When Wizards and Orcs Came to Death Row
August 31, 2023 7:08 AM   Subscribe

 
I read this earlier in the NYT and found it pretty wrenching emotionally.
posted by Dip Flash at 7:13 AM on August 31, 2023 [3 favorites]


I am always moved — usually to sadness, sometimes to anger — when I read of people in prison (especially for life sentences or on death row) playing D&D and the nearly inevitable attempts of prison officials to quash it.

Here are people who will never again be in a place where they are not inside four walls, using their meagre resources to imagine a free life, and institutions are trying to stamp out their imaginations. It’s about as dystopian as you can get.
posted by ricochet biscuit at 7:51 AM on August 31, 2023 [36 favorites]


ricochet biscuit if you want something to give you a bit of hope, there are some prisons that actively support D&D. Here is an extract from a report about HMP Holme House, a prison in north east England. The "house block 7" mentioned is a wing for vulnerable prisoners:

The library had recently appointed a mentor as a games coordinator on house block seven to boost engagement with enrichment activities. Sixteen prisoners had joined a Dungeons and Dragons club, which encouraged decision-making, research, mathematics and negotiation. [link - para 5.9]
posted by greycap at 8:15 AM on August 31, 2023 [11 favorites]


I was going to post this this evening, so thanks.
posted by praemunire at 8:52 AM on August 31, 2023


Thanks, greycap. I am in awe of prison librarians; I advise a campus books-to-local-jails student group, and the jails here are bad enough, I quail before the conditions in actual prisons.
posted by humbug at 12:01 PM on August 31, 2023 [2 favorites]




That was so moving, so sad. What an example of how people's creativity will work its way out, in the face of obstacles. Such invention and connection.
posted by doctornemo at 4:37 PM on September 1, 2023


I used to run an RPG publishing company, and we received a regular trickle of letters from inmates in US prisons asking us to send them RPG books, usually pro bono. This was in the 1990s. I don't recall ever receiving such a letter from a prisoner in any other country.

(Our response was usually 'Dude, it's Warhammer, the front cover literally shows a dwarf with a mohawk eviscerating a dude with an axe, there's no way they're going to let that through.')
posted by Hogshead at 12:06 PM on September 2, 2023 [1 favorite]


I once tried to send copies of Dune and of an illustrated edition of The Hitchhiker’s Guide to the Galaxy as gifts to a prisoner. I took special care to read the rules for sending books, but they were rejected because why? Because fuck you, I guess. I never learned. Maybe the picture of Eccentrica Gallumbits was pushing it, but it was all so silly—just a couple of forty- or fifty-year-old books.
posted by Countess Elena at 12:48 PM on September 2, 2023 [1 favorite]


The writer of the article is also pretty remarkable.
posted by bluefly at 2:37 AM on September 5, 2023 [2 favorites]


As someone for whom D&D can be a stress reliever and an anxiety management tool as much as it is fun and entertainment. I can only imagine what it means to these men. The article does a great job at describing how sometimes fantasy can do an amazing job at revealing actual humanity.

I hope their 'dice rolls' (spinner spins) are high and, much more importantly, that somehow they are able to escape the heinous fate (both current and future) that they have become trapped in.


All lines holding the word "amplitude" should be located in the records and copied.

◆ Dataset listings of figures
# # # # #

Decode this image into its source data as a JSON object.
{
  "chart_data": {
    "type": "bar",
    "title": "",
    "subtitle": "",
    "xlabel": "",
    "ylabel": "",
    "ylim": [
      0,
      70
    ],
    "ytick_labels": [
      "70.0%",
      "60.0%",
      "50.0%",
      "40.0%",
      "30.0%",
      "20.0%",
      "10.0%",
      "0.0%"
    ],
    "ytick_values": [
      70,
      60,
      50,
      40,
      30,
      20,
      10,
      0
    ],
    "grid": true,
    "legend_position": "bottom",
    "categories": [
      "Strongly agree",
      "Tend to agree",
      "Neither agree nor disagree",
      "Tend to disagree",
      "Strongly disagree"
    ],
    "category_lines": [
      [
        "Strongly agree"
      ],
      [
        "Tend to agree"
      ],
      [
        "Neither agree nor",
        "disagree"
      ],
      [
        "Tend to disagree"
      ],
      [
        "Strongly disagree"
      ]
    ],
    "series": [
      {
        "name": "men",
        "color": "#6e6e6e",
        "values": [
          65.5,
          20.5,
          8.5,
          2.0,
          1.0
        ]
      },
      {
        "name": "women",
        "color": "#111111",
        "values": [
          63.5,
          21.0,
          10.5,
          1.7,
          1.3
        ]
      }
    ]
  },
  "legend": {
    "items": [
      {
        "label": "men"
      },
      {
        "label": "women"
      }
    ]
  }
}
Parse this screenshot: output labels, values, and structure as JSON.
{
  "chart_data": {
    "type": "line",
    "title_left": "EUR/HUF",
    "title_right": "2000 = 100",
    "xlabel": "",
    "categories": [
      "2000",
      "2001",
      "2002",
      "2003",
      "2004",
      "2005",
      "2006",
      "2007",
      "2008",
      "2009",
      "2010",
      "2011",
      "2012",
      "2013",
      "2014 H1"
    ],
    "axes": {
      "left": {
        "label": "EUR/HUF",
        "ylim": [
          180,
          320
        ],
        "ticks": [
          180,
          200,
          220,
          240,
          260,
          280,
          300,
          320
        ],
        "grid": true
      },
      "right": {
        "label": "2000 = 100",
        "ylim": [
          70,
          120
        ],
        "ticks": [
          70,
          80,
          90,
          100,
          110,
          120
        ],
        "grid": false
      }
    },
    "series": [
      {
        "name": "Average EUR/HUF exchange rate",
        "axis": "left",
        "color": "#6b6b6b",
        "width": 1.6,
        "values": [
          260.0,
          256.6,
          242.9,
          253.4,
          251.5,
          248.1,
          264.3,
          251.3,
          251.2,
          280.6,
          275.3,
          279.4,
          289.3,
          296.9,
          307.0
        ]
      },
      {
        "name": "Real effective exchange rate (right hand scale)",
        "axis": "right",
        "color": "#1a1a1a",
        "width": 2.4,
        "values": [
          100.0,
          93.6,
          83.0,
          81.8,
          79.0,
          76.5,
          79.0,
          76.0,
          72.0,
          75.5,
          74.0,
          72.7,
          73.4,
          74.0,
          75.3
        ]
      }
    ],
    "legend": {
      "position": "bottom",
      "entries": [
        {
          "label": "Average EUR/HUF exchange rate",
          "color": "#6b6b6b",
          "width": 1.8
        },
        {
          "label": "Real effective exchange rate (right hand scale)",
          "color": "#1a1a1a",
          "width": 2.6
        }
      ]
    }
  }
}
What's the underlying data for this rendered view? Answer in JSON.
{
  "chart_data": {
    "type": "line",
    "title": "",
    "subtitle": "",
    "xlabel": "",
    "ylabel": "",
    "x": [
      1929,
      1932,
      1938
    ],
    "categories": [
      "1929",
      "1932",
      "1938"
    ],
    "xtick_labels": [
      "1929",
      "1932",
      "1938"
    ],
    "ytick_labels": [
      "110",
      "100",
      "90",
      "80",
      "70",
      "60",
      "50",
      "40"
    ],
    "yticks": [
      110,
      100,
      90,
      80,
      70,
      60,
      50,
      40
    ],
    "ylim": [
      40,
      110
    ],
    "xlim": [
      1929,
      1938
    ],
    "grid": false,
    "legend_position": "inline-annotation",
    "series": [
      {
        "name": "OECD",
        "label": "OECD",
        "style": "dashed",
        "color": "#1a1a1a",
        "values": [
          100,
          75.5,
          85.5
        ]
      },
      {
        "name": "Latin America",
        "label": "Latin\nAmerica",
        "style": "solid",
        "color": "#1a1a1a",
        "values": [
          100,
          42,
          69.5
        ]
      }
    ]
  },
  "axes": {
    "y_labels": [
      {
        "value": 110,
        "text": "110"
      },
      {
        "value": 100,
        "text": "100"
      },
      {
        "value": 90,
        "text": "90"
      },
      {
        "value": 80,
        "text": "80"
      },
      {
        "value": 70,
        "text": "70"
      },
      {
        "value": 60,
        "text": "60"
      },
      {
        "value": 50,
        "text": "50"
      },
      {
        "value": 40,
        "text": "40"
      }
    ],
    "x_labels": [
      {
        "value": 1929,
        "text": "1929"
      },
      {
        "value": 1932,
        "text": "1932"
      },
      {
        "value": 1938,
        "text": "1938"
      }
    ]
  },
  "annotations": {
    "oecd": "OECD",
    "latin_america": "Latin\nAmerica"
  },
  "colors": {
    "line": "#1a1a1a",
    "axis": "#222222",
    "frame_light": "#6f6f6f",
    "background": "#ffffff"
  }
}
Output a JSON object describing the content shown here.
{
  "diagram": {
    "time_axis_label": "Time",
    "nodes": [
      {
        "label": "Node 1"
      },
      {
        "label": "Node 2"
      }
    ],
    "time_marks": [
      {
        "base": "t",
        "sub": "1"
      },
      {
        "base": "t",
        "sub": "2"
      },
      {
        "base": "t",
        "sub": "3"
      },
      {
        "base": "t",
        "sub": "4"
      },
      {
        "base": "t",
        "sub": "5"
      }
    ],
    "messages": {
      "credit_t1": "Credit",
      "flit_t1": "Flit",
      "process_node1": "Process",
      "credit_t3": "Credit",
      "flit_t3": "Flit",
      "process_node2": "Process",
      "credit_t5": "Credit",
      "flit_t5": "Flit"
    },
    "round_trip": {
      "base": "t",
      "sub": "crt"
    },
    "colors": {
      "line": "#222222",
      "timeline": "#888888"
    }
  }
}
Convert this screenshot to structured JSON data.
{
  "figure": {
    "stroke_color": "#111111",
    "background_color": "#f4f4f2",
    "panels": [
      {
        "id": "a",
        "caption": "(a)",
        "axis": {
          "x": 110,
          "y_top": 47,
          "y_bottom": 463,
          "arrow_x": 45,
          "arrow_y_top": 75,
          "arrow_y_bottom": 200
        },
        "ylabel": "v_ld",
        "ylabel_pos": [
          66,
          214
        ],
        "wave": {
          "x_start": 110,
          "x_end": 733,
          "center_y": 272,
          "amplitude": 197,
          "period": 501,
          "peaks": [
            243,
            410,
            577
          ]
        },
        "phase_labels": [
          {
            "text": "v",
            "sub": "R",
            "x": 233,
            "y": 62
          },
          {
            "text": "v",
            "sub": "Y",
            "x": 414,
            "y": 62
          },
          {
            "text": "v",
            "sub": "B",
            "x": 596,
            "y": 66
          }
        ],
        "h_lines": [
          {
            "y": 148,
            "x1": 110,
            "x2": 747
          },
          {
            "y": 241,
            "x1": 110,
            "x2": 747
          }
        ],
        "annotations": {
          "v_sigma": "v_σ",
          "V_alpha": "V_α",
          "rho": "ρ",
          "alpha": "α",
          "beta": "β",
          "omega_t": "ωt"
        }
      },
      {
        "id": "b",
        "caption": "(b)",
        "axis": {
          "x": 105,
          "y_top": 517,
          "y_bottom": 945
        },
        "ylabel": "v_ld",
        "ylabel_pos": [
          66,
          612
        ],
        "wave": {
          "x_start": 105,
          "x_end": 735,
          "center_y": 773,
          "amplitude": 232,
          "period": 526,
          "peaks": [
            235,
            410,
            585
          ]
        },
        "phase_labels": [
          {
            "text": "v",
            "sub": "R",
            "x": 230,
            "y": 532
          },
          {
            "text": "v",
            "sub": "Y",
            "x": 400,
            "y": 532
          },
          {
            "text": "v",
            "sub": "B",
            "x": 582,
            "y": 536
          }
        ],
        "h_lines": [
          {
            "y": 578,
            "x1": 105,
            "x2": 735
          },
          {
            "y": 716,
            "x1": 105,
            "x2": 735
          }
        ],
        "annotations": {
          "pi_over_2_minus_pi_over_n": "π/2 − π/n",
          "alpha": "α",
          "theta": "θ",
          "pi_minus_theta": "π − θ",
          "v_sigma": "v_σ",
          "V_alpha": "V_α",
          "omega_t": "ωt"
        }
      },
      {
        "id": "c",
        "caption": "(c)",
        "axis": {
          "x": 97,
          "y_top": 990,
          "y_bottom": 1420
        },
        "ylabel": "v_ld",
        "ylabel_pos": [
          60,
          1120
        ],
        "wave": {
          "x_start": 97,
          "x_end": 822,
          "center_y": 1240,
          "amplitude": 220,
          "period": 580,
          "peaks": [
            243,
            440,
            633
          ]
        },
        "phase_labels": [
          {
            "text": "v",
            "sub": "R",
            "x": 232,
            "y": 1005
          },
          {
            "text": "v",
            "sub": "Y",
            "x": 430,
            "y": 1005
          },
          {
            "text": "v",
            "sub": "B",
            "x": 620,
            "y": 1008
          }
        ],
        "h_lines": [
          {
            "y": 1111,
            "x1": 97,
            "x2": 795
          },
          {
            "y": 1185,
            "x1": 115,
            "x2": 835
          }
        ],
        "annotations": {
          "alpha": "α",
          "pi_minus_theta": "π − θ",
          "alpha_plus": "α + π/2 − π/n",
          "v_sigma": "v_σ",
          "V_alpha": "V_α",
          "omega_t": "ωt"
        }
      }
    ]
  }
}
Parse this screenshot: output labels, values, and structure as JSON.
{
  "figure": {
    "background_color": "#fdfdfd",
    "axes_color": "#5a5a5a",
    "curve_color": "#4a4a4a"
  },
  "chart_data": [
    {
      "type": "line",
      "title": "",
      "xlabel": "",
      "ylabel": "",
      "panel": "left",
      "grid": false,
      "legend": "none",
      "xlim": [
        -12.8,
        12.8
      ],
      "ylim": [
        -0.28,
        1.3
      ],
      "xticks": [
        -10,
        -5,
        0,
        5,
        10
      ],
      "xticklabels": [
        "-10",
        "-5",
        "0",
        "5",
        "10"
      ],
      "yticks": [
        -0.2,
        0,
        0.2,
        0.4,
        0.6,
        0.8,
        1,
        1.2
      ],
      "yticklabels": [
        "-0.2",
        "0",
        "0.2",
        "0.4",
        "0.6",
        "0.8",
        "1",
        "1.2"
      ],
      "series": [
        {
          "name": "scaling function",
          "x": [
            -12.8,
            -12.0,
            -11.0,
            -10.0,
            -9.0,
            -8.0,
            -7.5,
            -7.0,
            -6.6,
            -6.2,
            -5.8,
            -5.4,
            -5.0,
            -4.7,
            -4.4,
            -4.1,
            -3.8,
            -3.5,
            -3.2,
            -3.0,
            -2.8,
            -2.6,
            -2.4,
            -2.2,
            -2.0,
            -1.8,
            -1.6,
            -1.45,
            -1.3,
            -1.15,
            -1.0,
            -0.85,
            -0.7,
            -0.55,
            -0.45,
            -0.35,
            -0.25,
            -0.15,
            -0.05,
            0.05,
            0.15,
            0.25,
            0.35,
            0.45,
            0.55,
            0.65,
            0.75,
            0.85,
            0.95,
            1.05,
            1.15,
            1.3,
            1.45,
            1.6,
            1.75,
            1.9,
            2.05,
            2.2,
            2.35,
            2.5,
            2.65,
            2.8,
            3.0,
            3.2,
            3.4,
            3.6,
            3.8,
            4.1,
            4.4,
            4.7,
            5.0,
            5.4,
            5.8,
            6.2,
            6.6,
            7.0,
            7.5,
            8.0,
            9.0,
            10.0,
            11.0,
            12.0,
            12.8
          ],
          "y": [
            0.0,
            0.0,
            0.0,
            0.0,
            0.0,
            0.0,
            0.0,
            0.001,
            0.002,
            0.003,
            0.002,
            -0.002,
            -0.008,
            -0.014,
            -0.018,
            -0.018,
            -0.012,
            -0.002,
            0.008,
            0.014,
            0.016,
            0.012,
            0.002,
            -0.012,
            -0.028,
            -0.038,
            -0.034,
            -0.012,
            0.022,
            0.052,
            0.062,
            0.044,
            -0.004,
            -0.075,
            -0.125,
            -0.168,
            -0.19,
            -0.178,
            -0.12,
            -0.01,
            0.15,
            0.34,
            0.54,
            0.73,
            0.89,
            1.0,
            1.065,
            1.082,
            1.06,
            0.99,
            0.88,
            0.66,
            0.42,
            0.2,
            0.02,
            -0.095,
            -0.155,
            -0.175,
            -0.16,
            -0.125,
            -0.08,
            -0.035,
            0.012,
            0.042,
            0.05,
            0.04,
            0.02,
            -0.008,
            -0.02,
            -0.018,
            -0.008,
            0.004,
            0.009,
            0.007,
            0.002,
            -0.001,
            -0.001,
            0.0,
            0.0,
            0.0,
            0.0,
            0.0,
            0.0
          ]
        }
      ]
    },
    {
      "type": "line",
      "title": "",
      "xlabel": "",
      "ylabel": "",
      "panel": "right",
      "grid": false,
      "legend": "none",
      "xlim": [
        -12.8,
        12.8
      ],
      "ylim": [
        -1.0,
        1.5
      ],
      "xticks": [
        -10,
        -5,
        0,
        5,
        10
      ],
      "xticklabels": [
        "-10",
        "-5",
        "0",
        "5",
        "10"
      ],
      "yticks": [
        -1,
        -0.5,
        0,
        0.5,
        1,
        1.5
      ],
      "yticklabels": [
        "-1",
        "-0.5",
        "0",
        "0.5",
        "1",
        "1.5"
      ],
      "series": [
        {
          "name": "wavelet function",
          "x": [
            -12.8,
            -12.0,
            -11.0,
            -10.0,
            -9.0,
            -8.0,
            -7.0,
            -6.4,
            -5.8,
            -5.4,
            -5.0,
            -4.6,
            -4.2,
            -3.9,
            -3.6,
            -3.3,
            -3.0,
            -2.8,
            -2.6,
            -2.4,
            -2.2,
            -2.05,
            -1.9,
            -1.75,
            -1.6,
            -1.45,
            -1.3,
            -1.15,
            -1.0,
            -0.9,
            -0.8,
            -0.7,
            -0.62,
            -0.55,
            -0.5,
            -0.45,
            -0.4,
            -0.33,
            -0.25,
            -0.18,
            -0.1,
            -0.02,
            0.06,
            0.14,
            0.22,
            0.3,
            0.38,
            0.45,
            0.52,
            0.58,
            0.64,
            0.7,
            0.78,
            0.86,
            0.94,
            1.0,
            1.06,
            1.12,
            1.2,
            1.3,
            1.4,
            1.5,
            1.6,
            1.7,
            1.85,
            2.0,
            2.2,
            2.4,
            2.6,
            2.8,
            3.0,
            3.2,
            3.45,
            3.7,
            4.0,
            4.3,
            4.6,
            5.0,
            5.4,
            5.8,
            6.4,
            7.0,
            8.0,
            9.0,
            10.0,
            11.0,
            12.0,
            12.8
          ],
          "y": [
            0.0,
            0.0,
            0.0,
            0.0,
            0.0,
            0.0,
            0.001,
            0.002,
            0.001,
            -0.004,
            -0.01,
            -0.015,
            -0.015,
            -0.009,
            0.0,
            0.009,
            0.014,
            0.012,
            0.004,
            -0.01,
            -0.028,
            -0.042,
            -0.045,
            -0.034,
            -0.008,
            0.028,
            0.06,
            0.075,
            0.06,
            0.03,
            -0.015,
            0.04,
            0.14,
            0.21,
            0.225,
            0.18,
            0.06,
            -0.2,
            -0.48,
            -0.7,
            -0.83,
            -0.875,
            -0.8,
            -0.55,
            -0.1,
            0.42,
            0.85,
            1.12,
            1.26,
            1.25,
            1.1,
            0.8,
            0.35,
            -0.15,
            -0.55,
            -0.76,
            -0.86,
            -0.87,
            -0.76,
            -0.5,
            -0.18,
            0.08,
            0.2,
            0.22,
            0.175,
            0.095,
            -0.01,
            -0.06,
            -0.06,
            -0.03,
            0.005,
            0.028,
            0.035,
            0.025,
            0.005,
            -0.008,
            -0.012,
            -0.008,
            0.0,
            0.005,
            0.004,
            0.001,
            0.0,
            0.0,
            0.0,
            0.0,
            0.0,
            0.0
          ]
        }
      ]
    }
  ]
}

# # # # #

◆ Exercise output
          "amplitude": 197,
          "amplitude": 232,
          "amplitude": 220,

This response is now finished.